Here Be Dragons (original) (raw)

kaberett needs to create a geological survey of a few square kilometres of the Lake District this summer. She wants to record observations in the field on paper then transcribe them to a computer somewhere less generally rugged.

To this end, she wants a series of sheets of A4 card, each printed with a National Grid kilometre square of base map. For convenience, this would be at either 1:10,000 (10cm×10cm) or 1:5,000 (20cm×20cm) scale.

She has access to the Edina Digimap OS collection, but their OS Explorer map (1:25,000) squares exploded by a factor of 2½ are pretty pixelated — and give the impression of being a re-scan from paper sheets in any case.

I've just taken a look at OS OpenData and downloaded the "OS Street View", "OS VectorMap District (Raster)" and "OS VectorMap District (Vector)" data for a specimen square: the VectorMap raster is cleaner and more detailed than Edina, but lacks paths, fences and — most crucially — contours; the StreetView is still cleaner and more detailed, and does at least have private tracks, but lacks spot heights as well as contours. So far as I can tell without a program that understands it properly, the VectorMap vector data is similar to the raster.

Do any of you know some more effective way to drive either Edina or OS OpenData? Alternatively, is there some other source of mapping data that would be more appropriate?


TASK STATEMENT = Write the entries below out again in full. Match every character.

SUPPLIED RECORDS =
:::::
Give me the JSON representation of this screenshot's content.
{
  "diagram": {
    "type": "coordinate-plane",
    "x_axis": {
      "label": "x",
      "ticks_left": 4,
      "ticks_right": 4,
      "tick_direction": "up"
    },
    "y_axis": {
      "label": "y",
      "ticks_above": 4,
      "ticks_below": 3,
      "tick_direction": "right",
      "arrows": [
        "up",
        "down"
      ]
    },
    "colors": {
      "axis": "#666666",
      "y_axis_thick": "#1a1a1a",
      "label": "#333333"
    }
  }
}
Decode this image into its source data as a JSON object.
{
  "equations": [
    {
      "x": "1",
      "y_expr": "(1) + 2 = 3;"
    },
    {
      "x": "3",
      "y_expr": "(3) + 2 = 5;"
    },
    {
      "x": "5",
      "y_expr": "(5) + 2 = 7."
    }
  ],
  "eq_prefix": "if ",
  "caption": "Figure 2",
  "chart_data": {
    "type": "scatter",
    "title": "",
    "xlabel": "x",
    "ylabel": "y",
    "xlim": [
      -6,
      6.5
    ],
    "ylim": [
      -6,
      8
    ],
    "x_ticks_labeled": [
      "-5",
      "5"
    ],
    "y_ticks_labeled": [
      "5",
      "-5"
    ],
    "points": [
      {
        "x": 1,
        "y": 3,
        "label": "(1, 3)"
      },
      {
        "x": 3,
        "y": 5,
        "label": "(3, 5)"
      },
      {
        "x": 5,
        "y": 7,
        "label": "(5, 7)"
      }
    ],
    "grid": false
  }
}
:::::
WRITTEN REPLY =
Give me the JSON representation of this screenshot's content.
{
  "diagram": {
    "type": "coordinate-plane",
    "x_axis": {
      "label": "x",
      "ticks_left": 4,
      "ticks_right": 4,
      "tick_direction": "up"
    },
    "y_axis": {
      "label": "y",
      "ticks_above": 4,
      "ticks_below": 3,
      "tick_direction": "right",
      "arrows": [
        "up",
        "down"
      ]
    },
    "colors": {
      "axis": "#666666",
      "y_axis_thick": "#1a1a1a",
      "label": "#333333"
    }
  }
}
Decode this image into its source data as a JSON object.
{
  "equations": [
    {
      "x": "1",
      "y_expr": "(1) + 2 = 3;"
    },
    {
      "x": "3",
      "y_expr": "(3) + 2 = 5;"
    },
    {
      "x": "5",
      "y_expr": "(5) + 2 = 7."
    }
  ],
  "eq_prefix": "if ",
  "caption": "Figure 2",
  "chart_data": {
    "type": "scatter",
    "title": "",
    "xlabel": "x",
    "ylabel": "y",
    "xlim": [
      -6,
      6.5
    ],
    "ylim": [
      -6,
      8
    ],
    "x_ticks_labeled": [
      "-5",
      "5"
    ],
    "y_ticks_labeled": [
      "5",
      "-5"
    ],
    "points": [
      {
        "x": 1,
        "y": 3,
        "label": "(1, 3)"
      },
      {
        "x": 3,
        "y": 5,
        "label": "(3, 5)"
      },
      {
        "x": 5,
        "y": 7,
        "label": "(5, 7)"
      }
    ],
    "grid": false
  }
}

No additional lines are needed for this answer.